The year was 1980 and Congress passed and Carter signed a "windfall" profits tax on the oil companies and what happened? Well the Congressional Research Service found in a 1990 analysis that the tax reduced domestic oil production by 3% to 6% and increased our imports from OPEC by 8% to 16%. Now Barack Obama wants to do it all over again. Just like at church, he must have missed that day in Eco-101, that said when you tax something you get less of it.
In a very well written editorial from the WSJ on May 3rd, 2008, Review & Outlook section, the case for how utterly ignorant and political the fight over which candidate for president can stick it to the big oil companies, this "Windfall Profits for Dummies" piece is sharp and lays it out so anyone can see that taxing only begets less. (Oil that is)
McCain and Clinton want to have a tax holiday for gas at the pump. This would save approximately 18.4 cents per gallon. A nice start but not a solution. And when you mix politics into the holiday plans, it sounds like a vacation that Chevy Chase would have thought of. You have McCain saying that the general revenue will pick up the slack for the lost taxes. I'll go along with that, but it still doesn't give anyone incentive to pump more oil. Clinton wants to have the oil companies pay for the taxes we wouldn't collect. But the government already takes 35% right off the top to begin with, then she wants them to pay more? Obama doesn't like the holiday idea, but just wants the oil companies to pay for one anyway.
When we hear these incredible profit numbers, $10, $20 Billion in profits for a quarter, the average citizen sees that and thinks it's some how unfair. But when you take in to account the amount of sales that the oil companies take in every day, every quarter, every year, the profit margin, or the amount of money earned per dollar invested in the company, is about 8.3%, while the average for all companies is 7.8%. And this is a BOOM year for oil. If you look at the profits as a margin, oil is doing much worse than "Big Corn" right now. And god, don't get me started down that road.
Here's the economic problem with all of this. What is the goal for these actions, to lower the price at the pump, to increase oil supply, to increase exploration, energy "independence", ... WHAT? The editorial states the dilemma perfectly. "This tiff over gas and oil taxes only highlights the intellectual policy confusion – or perhaps we should say cynicism – of our politicians. They want lower prices but don't want more production to increase supply. They want oil "independence" but they've declared off limits most of the big sources of domestic oil that could replace foreign imports. They want Americans to use less oil to reduce greenhouse gases but they protest higher oil prices that reduce demand. They want more oil company investment but they want to confiscate the profits from that investment. And these folks want to be President?"
At close to $120 a barrel isn't now the time to start drilling. We know where so much oil is, the Gulf of Mexico, off California's coast, ANWR! We need refineries in every state, so storms can't interrupt supply, we need nuclear power and even more, cleaner coal plants. (we are the Saudia Arabia of coal in the world) As Captain Kirk would say, " Scotty, we need more Power", and boy do we ever. We can't "Reduce, Reuse and Recycle" our way out of our energy crisis, we have to produce our way out of it. I know the Democrats will not want to drill, but even John McCain says that he'd no more drill in the Grand Cannon than drill in ANWR! So I guess the continental shelves are off limits too Senator? God, where's Scotty when we need him?
1 comment:
Forget the burden Big Oil has placed on my family, we are being crushed under the wrath of Big Milk.
And any political blog article referencing Mr. Montgomery Scott, gets top marks.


### [Task instructions]
The answer must be every entry, given again word for word.

### [Stored dataset items]

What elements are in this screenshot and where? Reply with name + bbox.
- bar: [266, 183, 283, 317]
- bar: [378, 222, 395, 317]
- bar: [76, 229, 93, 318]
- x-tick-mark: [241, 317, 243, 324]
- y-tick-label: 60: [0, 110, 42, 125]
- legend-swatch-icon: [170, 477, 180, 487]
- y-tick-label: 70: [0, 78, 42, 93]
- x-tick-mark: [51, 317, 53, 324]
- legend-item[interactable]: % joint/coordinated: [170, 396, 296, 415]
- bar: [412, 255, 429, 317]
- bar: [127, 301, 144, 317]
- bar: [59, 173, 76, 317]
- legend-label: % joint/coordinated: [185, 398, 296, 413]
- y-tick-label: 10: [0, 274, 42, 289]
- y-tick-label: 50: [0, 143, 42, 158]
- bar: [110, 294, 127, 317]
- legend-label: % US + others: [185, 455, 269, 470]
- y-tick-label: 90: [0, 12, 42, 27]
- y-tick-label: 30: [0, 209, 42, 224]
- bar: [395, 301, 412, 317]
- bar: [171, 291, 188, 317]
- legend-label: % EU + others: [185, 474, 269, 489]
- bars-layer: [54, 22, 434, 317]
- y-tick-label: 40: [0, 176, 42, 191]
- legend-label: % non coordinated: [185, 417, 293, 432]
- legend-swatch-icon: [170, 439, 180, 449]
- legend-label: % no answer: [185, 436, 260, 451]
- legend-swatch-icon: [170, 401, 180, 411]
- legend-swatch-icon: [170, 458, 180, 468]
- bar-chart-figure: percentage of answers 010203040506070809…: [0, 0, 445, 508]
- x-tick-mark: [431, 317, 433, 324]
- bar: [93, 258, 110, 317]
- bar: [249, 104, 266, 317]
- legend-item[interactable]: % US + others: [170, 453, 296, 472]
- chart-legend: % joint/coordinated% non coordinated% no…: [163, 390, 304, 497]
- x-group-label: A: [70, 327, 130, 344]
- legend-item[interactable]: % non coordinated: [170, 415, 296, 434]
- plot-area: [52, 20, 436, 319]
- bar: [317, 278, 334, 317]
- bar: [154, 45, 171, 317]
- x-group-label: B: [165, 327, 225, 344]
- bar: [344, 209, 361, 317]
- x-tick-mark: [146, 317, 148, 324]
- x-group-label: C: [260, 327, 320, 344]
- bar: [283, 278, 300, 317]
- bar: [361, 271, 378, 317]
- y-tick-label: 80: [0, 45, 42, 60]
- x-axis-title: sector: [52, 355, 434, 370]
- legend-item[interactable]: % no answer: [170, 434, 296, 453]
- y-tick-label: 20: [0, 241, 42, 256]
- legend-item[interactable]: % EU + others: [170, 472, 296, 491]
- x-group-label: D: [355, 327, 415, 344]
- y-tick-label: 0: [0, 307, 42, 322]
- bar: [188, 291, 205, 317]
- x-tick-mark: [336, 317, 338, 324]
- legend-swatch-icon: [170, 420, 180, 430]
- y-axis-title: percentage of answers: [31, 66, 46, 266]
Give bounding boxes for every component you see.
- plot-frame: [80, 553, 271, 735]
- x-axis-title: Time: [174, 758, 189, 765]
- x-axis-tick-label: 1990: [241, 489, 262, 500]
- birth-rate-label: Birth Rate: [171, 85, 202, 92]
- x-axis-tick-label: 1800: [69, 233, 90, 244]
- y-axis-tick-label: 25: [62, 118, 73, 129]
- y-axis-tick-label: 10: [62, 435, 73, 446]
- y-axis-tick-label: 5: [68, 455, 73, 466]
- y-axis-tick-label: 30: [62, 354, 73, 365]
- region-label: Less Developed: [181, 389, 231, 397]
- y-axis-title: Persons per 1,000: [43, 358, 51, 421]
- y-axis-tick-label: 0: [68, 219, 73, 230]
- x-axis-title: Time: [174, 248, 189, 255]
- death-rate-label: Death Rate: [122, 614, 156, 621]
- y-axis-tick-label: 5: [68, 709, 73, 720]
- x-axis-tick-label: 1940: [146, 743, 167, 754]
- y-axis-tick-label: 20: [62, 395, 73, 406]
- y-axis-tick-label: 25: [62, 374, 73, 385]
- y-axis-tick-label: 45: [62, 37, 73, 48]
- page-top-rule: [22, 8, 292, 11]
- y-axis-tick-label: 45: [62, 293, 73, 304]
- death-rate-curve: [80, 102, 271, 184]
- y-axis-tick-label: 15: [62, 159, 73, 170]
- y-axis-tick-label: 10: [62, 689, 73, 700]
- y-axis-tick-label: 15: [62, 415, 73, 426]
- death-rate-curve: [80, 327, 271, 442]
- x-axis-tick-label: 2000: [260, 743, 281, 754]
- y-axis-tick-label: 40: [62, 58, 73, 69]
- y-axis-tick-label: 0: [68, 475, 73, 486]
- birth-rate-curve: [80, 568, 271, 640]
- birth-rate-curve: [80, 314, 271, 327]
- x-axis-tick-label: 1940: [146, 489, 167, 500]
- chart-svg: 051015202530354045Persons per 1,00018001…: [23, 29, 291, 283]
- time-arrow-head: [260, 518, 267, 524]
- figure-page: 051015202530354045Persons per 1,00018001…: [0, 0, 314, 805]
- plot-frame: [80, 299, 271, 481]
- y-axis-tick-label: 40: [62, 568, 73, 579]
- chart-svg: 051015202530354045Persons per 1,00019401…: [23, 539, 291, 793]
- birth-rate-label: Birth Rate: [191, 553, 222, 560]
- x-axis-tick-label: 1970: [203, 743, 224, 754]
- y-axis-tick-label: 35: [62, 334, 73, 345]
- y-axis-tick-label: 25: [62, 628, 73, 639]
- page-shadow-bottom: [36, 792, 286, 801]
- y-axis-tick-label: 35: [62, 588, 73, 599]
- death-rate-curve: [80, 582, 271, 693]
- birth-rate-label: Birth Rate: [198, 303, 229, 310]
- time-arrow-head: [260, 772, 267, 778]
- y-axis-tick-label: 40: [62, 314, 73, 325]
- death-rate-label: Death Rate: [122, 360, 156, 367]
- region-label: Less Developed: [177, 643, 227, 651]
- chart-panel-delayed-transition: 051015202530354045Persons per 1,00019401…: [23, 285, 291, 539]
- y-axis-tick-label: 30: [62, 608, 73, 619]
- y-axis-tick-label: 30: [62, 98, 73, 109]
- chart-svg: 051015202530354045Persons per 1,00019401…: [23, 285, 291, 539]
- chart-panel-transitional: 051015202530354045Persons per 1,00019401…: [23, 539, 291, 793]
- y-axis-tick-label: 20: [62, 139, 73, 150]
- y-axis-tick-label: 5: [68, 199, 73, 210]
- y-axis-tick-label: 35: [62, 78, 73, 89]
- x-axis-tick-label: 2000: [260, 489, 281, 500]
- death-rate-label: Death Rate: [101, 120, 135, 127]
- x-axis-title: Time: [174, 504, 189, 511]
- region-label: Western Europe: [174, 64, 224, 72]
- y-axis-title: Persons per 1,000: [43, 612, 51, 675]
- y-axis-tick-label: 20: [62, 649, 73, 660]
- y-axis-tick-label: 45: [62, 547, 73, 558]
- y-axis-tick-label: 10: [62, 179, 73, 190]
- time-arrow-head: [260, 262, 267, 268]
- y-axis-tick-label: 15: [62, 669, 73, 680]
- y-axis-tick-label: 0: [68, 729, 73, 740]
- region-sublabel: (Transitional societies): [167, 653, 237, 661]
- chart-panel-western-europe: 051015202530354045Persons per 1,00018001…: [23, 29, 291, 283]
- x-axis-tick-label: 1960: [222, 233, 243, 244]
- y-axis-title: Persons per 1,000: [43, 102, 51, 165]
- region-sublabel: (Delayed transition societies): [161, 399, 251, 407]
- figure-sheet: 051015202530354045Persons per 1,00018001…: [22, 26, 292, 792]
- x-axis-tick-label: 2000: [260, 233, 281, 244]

### [Answer]
What elements are in this screenshot and where? Reply with name + bbox.
- bar: [266, 183, 283, 317]
- bar: [378, 222, 395, 317]
- bar: [76, 229, 93, 318]
- x-tick-mark: [241, 317, 243, 324]
- y-tick-label: 60: [0, 110, 42, 125]
- legend-swatch-icon: [170, 477, 180, 487]
- y-tick-label: 70: [0, 78, 42, 93]
- x-tick-mark: [51, 317, 53, 324]
- legend-item[interactable]: % joint/coordinated: [170, 396, 296, 415]
- bar: [412, 255, 429, 317]
- bar: [127, 301, 144, 317]
- bar: [59, 173, 76, 317]
- legend-label: % joint/coordinated: [185, 398, 296, 413]
- y-tick-label: 10: [0, 274, 42, 289]
- y-tick-label: 50: [0, 143, 42, 158]
- bar: [110, 294, 127, 317]
- legend-label: % US + others: [185, 455, 269, 470]
- y-tick-label: 90: [0, 12, 42, 27]
- y-tick-label: 30: [0, 209, 42, 224]
- bar: [395, 301, 412, 317]
- bar: [171, 291, 188, 317]
- legend-label: % EU + others: [185, 474, 269, 489]
- bars-layer: [54, 22, 434, 317]
- y-tick-label: 40: [0, 176, 42, 191]
- legend-label: % non coordinated: [185, 417, 293, 432]
- legend-swatch-icon: [170, 439, 180, 449]
- legend-label: % no answer: [185, 436, 260, 451]
- legend-swatch-icon: [170, 401, 180, 411]
- legend-swatch-icon: [170, 458, 180, 468]
- bar-chart-figure: percentage of answers 010203040506070809…: [0, 0, 445, 508]
- x-tick-mark: [431, 317, 433, 324]
- bar: [93, 258, 110, 317]
- bar: [249, 104, 266, 317]
- legend-item[interactable]: % US + others: [170, 453, 296, 472]
- chart-legend: % joint/coordinated% non coordinated% no…: [163, 390, 304, 497]
- x-group-label: A: [70, 327, 130, 344]
- legend-item[interactable]: % non coordinated: [170, 415, 296, 434]
- plot-area: [52, 20, 436, 319]
- bar: [317, 278, 334, 317]
- bar: [154, 45, 171, 317]
- x-group-label: B: [165, 327, 225, 344]
- bar: [344, 209, 361, 317]
- x-tick-mark: [146, 317, 148, 324]
- x-group-label: C: [260, 327, 320, 344]
- bar: [283, 278, 300, 317]
- bar: [361, 271, 378, 317]
- y-tick-label: 80: [0, 45, 42, 60]
- x-axis-title: sector: [52, 355, 434, 370]
- legend-item[interactable]: % no answer: [170, 434, 296, 453]
- y-tick-label: 20: [0, 241, 42, 256]
- legend-item[interactable]: % EU + others: [170, 472, 296, 491]
- x-group-label: D: [355, 327, 415, 344]
- y-tick-label: 0: [0, 307, 42, 322]
- bar: [188, 291, 205, 317]
- x-tick-mark: [336, 317, 338, 324]
- legend-swatch-icon: [170, 420, 180, 430]
- y-axis-title: percentage of answers: [31, 66, 46, 266]
Give bounding boxes for every component you see.
- plot-frame: [80, 553, 271, 735]
- x-axis-title: Time: [174, 758, 189, 765]
- x-axis-tick-label: 1990: [241, 489, 262, 500]
- birth-rate-label: Birth Rate: [171, 85, 202, 92]
- x-axis-tick-label: 1800: [69, 233, 90, 244]
- y-axis-tick-label: 25: [62, 118, 73, 129]
- y-axis-tick-label: 10: [62, 435, 73, 446]
- y-axis-tick-label: 5: [68, 455, 73, 466]
- y-axis-tick-label: 30: [62, 354, 73, 365]
- region-label: Less Developed: [181, 389, 231, 397]
- y-axis-title: Persons per 1,000: [43, 358, 51, 421]
- y-axis-tick-label: 0: [68, 219, 73, 230]
- x-axis-title: Time: [174, 248, 189, 255]
- death-rate-label: Death Rate: [122, 614, 156, 621]
- y-axis-tick-label: 5: [68, 709, 73, 720]
- x-axis-tick-label: 1940: [146, 743, 167, 754]
- y-axis-tick-label: 20: [62, 395, 73, 406]
- y-axis-tick-label: 25: [62, 374, 73, 385]
- y-axis-tick-label: 45: [62, 37, 73, 48]
- page-top-rule: [22, 8, 292, 11]
- y-axis-tick-label: 45: [62, 293, 73, 304]
- death-rate-curve: [80, 102, 271, 184]
- y-axis-tick-label: 15: [62, 159, 73, 170]
- y-axis-tick-label: 10: [62, 689, 73, 700]
- y-axis-tick-label: 15: [62, 415, 73, 426]
- death-rate-curve: [80, 327, 271, 442]
- x-axis-tick-label: 2000: [260, 743, 281, 754]
- y-axis-tick-label: 40: [62, 58, 73, 69]
- y-axis-tick-label: 0: [68, 475, 73, 486]
- birth-rate-curve: [80, 568, 271, 640]
- birth-rate-curve: [80, 314, 271, 327]
- x-axis-tick-label: 1940: [146, 489, 167, 500]
- chart-svg: 051015202530354045Persons per 1,00018001…: [23, 29, 291, 283]
- time-arrow-head: [260, 518, 267, 524]
- figure-page: 051015202530354045Persons per 1,00018001…: [0, 0, 314, 805]
- plot-frame: [80, 299, 271, 481]
- y-axis-tick-label: 40: [62, 568, 73, 579]
- chart-svg: 051015202530354045Persons per 1,00019401…: [23, 539, 291, 793]
- birth-rate-label: Birth Rate: [191, 553, 222, 560]
- x-axis-tick-label: 1970: [203, 743, 224, 754]
- y-axis-tick-label: 35: [62, 334, 73, 345]
- y-axis-tick-label: 25: [62, 628, 73, 639]
- page-shadow-bottom: [36, 792, 286, 801]
- y-axis-tick-label: 35: [62, 588, 73, 599]
- death-rate-curve: [80, 582, 271, 693]
- birth-rate-label: Birth Rate: [198, 303, 229, 310]
- time-arrow-head: [260, 772, 267, 778]
- y-axis-tick-label: 40: [62, 314, 73, 325]
- death-rate-label: Death Rate: [122, 360, 156, 367]
- region-label: Less Developed: [177, 643, 227, 651]
- chart-panel-delayed-transition: 051015202530354045Persons per 1,00019401…: [23, 285, 291, 539]
- y-axis-tick-label: 30: [62, 608, 73, 619]
- y-axis-tick-label: 30: [62, 98, 73, 109]
- chart-svg: 051015202530354045Persons per 1,00019401…: [23, 285, 291, 539]
- chart-panel-transitional: 051015202530354045Persons per 1,00019401…: [23, 539, 291, 793]
- y-axis-tick-label: 20: [62, 139, 73, 150]
- y-axis-tick-label: 5: [68, 199, 73, 210]
- y-axis-tick-label: 35: [62, 78, 73, 89]
- x-axis-tick-label: 2000: [260, 489, 281, 500]
- death-rate-label: Death Rate: [101, 120, 135, 127]
- x-axis-title: Time: [174, 504, 189, 511]
- region-label: Western Europe: [174, 64, 224, 72]
- y-axis-title: Persons per 1,000: [43, 612, 51, 675]
- y-axis-tick-label: 20: [62, 649, 73, 660]
- y-axis-tick-label: 45: [62, 547, 73, 558]
- y-axis-tick-label: 10: [62, 179, 73, 190]
- time-arrow-head: [260, 262, 267, 268]
- y-axis-tick-label: 15: [62, 669, 73, 680]
- y-axis-tick-label: 0: [68, 729, 73, 740]
- region-sublabel: (Transitional societies): [167, 653, 237, 661]
- chart-panel-western-europe: 051015202530354045Persons per 1,00018001…: [23, 29, 291, 283]
- x-axis-tick-label: 1960: [222, 233, 243, 244]
- y-axis-title: Persons per 1,000: [43, 102, 51, 165]
- region-sublabel: (Delayed transition societies): [161, 399, 251, 407]
- figure-sheet: 051015202530354045Persons per 1,00018001…: [22, 26, 292, 792]
- x-axis-tick-label: 2000: [260, 233, 281, 244]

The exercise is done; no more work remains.